Jeopardy Contestant Leaves Everyone Speechless

Talk about a clinic in clue hunting. On Thursday, May 28, 2026, “Jeopardy!” champion Chris D’Angelo turned in one of the most commanding performances of the season, sniffing out all three Daily Doubles, answering each one correctly and cruising to a runaway victory that pushed his seven-day winnings to $174,201.

The Washington, D.C., content manager entered his seventh game with a six-day total of $124,201 and a clear strategy: control the board. He did exactly that, walking away with a $50,000 single-game payday in a contest that looked competitive — until suddenly it wasn’t.

A Tight Start Turns Decisive

D’Angelo opened the night opposite Ken Bloom, a physics professor from Lincoln, Nebraska, and Ariel Epstein, an executive research director from Belle Mead, New Jersey. For the first 15 clues, D’Angelo and Epstein traded the lead in a back-and-forth duel. Each missed one clue along the way, but D’Angelo edged ahead with $4,200 to Epstein’s $3,200.

The first inflection point arrived on clue 17, when D’Angelo uncovered the round’s lone Daily Double. Sitting on $5,000, he went all-in. The category was “Erring,” and the clue read: "Oh boy, where to start? This ancient Egyptian placed the Earth at the center of the universe & said astrology was a legitimate science.”

“Who is Ptolemy?” he answered, doubling up to $10,000. Incorrect responses from Epstein and Bloom helped widen the gap. By the end of the Jeopardy! round, D’Angelo had $11,800, Epstein sat at $3,600 and Bloom held $1,600.

Double Jeopardy Becomes a Solo Act

If the first round was a duet, Double Jeopardy was a one-man show. D’Angelo ran the board from the opening clue, climbing to $17,800 before locating the round’s first Daily Double on the fifth clue. He wagered $2,200 in the category “Alliterature.”

The clue: “Regarding this title location, Anne Shirley remarks, ‘Just as soon as I saw it I felt it was home.'” His response — “What is Anne of Green Gables?” — pushed him to $20,000.

From clue five through clue nine, D’Angelo answered every clue that wasn’t a Triple Stumper. Two of those tripped up all three players, but the champ kept stacking. On clue nine, he found the third and final Daily Double in the category “Jobs.” With $21,600 in the bank, he wagered $1,600.

The clue noted that the job didn’t require pilot training but did require passing the ATSA, an exam administered by the FAA. “What is an Air Traffic Controller?” D’Angelo offered, this time with a touch of uncertainty in his voice. He was right, lifting his total to $23,200 and locking up the sweep of all three Daily Doubles.

The Final Margin

Epstein found a brief rhythm afterward, stringing together three correct responses before missing one.

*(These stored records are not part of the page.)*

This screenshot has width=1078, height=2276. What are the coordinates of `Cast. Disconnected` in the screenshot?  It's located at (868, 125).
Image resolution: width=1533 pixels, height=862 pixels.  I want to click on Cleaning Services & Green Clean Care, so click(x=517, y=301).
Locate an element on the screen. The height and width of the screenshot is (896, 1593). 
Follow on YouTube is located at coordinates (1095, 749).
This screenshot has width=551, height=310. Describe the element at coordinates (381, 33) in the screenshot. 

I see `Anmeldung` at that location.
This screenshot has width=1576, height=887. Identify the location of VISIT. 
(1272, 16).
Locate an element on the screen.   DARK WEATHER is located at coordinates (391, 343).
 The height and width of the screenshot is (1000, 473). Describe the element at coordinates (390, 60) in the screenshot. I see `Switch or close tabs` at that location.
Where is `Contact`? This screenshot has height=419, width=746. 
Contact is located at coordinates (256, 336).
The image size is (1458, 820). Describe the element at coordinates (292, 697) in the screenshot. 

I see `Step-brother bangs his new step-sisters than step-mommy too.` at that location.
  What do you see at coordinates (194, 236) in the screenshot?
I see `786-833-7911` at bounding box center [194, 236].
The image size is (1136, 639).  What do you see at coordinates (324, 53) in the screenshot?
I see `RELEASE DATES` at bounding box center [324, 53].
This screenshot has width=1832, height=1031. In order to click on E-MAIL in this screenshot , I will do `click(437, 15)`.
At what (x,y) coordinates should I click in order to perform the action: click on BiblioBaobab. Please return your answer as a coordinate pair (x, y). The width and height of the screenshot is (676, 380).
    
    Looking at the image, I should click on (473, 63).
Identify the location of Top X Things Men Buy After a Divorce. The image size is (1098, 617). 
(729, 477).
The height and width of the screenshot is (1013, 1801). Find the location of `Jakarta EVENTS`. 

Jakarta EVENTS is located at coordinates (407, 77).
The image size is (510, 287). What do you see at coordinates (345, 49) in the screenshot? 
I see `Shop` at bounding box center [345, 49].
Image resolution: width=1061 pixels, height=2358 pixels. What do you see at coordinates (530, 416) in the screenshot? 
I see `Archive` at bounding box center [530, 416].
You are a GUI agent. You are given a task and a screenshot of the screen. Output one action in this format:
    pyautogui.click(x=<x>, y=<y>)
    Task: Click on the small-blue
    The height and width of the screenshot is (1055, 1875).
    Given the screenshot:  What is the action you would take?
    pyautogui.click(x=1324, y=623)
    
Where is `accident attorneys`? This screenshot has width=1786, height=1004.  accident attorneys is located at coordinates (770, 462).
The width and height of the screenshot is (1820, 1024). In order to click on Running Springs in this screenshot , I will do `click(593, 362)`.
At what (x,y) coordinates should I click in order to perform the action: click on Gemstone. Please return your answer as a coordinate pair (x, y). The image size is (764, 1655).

Bloom, who had been quiet for much of the round, then stepped up to ring in correctly on five clues. But the math had already tilted decisively. By the end of Double Jeopardy, D’Angelo had $34,000, Epstein had $7,200 and Bloom held $5,200 — a runaway, with D’Angelo’s total more than double Epstein’s.

Final Jeopardy arrived under the category “Latin Phrases.” The clue: “An 1863 Congressional ‘Act relating to’ this was decried in the press as a ‘bill to appoint a dictator.'”

All three contestants nailed it with “habeas corpus.” Bloom wagered $5,000 to finish at $10,200. Epstein wagered $3,201 to land at $10,401. D’Angelo, playing the comfortable math of a runaway, wagered $16,000 and ended the night at $50,000.

Eight in a Row on the Horizon

The $50,000 single-game haul pushed D’Angelo’s seven-day winnings to $174,201, a tidy jump for a content manager who has now made finding Daily Doubles look like a deliberate craft rather than luck. He’ll return on Friday to chase his eighth consecutive win.

His Thursday performance — locating every Daily Double, going all-in on the first one and never trailing after clue 17 — was the kind of run that turns a solid champion into a player viewers start circling on the calendar. With three opponents falling short and a Final Jeopardy clue everyone solved, the spotlight stayed firmly on D’Angelo’s strategy at the board.

“Jeopardy!” airs weekdays; check local listings. Episodes stream the next day on Hulu and Peacock.